Comparing Unanimous Seasons Across Sports

It is hard to compare a 2016 Steph Curry to a 2023 Shohei Ohtani or a 2019 Lamar Jackson. But the common thread is the "Aha!" moment.

When you watched those seasons in real-time, you didn't need to check the stats (though the stats were insane). You just knew. There was a feeling of inevitability every time they took the field or the court.

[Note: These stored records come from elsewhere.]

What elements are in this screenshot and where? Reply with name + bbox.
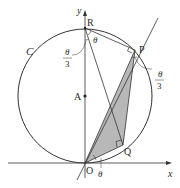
- angle-label-theta-o: θ: [98, 169, 103, 179]
- geometry-diagram: y x R P Q O A C θ θ 3 θ 3 θ: [0, 0, 180, 188]
- point-r: [84, 27, 86, 29]
- angle-label-theta3-r-num: θ: [65, 47, 70, 57]
- angle-label-theta3-p-num: θ: [158, 69, 163, 79]
- label-a: A: [74, 91, 82, 102]
- label-o: O: [86, 165, 93, 176]
- label-r: R: [87, 17, 94, 28]
- angle-label-theta-r: θ: [93, 35, 98, 45]
- label-q: Q: [124, 146, 132, 157]
- y-axis-arrow-icon: [83, 10, 87, 16]
- leader-theta3-r: [72, 41, 86, 55]
- angle-arc-r: [88, 31, 91, 35]
- angle-label-theta3-p-den: 3: [157, 81, 162, 91]
- x-axis-label: x: [167, 168, 173, 179]
- point-a: [83, 94, 86, 97]
- y-axis-label: y: [76, 5, 82, 16]
- label-c: C: [26, 45, 34, 57]
- x-axis-arrow-icon: [166, 161, 172, 165]
- angle-arc-r-left: [85, 40, 89, 41]
- label-p: P: [139, 44, 145, 55]
- angle-label-theta3-r-den: 3: [65, 59, 70, 69]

Key Unanimous MVP Seasons to Remember

  1. Wayne Gretzky (1982): The Great One. In the NHL, he captured all first-place votes for the Hart Trophy. He scored 92 goals that year. 92! Nobody was going to vote for anyone else.
  2. Stephen Curry (2016): The only one in NBA history. Changed how the game is played from the youth level up to the pros.
  3. Lamar Jackson (2019): Proved that a dual-threat QB could be the most efficient passer in the league while also being its most dangerous runner.
  4. Shohei Ohtani (2021, 2023): Redefined the limits of the human body in professional baseball.

Misconceptions About Unanimous Voting

People often confuse "unanimous" with "undisputed."

Just because a player wins unanimously doesn't mean fans don't complain. In 2016, LeBron James fans still argued that he was the "better" player overall, even if Curry had the "better" regular season. Being a unanimous MVP doesn't mean you are the best player to ever live; it means you had a specific window of time where your performance was so high that it silenced the critics for exactly one voting cycle.

Also, it doesn't guarantee a championship.

Steph Curry’s Warriors lost in the Finals in 2016. Tom Brady’s 2010 Patriots didn't win the Super Bowl. Lamar Jackson’s 2019 Ravens were bounced early. The MVP is a regular-season award. Being unanimous means you conquered the marathon, but it says nothing about your luck in the sprint of the playoffs.

How to Track Future Candidates

If you want to spot the next unanimous MVP, look for three specific things happening at once:

The Statistical Freak-Show.
The player needs numbers that haven't been seen in decades, or ever. We’re talking 50+ home runs, a 30-point triple-double average, or a QB rating that looks like a typo.

The "Best Team" Narrative.
It is almost impossible to be a unanimous MVP on a mediocre team. Your team usually needs to be the #1 seed or at least a very strong contender. Winning matters to voters.

The Absence of a Rival.
This is the big one. To go unanimous, there can't be a "1B" to your "1A." In 2022, Aaron Judge had an incredible season, but Shohei Ohtani was also doing Ohtani things. Because there were two "once-in-a-generation" things happening, the vote was split. To be unanimous, you need to be the only story in town.

Actionable Insights for Sports Fans

Understanding the weight of a unanimous MVP changes how you watch the game. It moves the conversation from "is he good?" to "is he historic?"

  • Check the voting breakdown: Don't just look at who won. Look at the "share" of first-place votes. If a player gets 95% of the votes, they were dominant. If they get 51%, it was a toss-up.
  • Watch for the "spoiler" vote: Whenever an MVP is announced, the first thing people look for now is the one person who didn't vote for the winner. It usually sparks a massive debate about media transparency.
  • Value the consistency: If you see a player like Ohtani or Mahomes consistently getting nearly all the votes year after year, you are witnessing an era that will be talked about for a century.

The unanimous MVP is the rarest bird in the sports world. It represents the one moment where everyone—the writers, the fans, the stats, and the eye test—all pointed in the same direction and said, "Yeah, that's the one."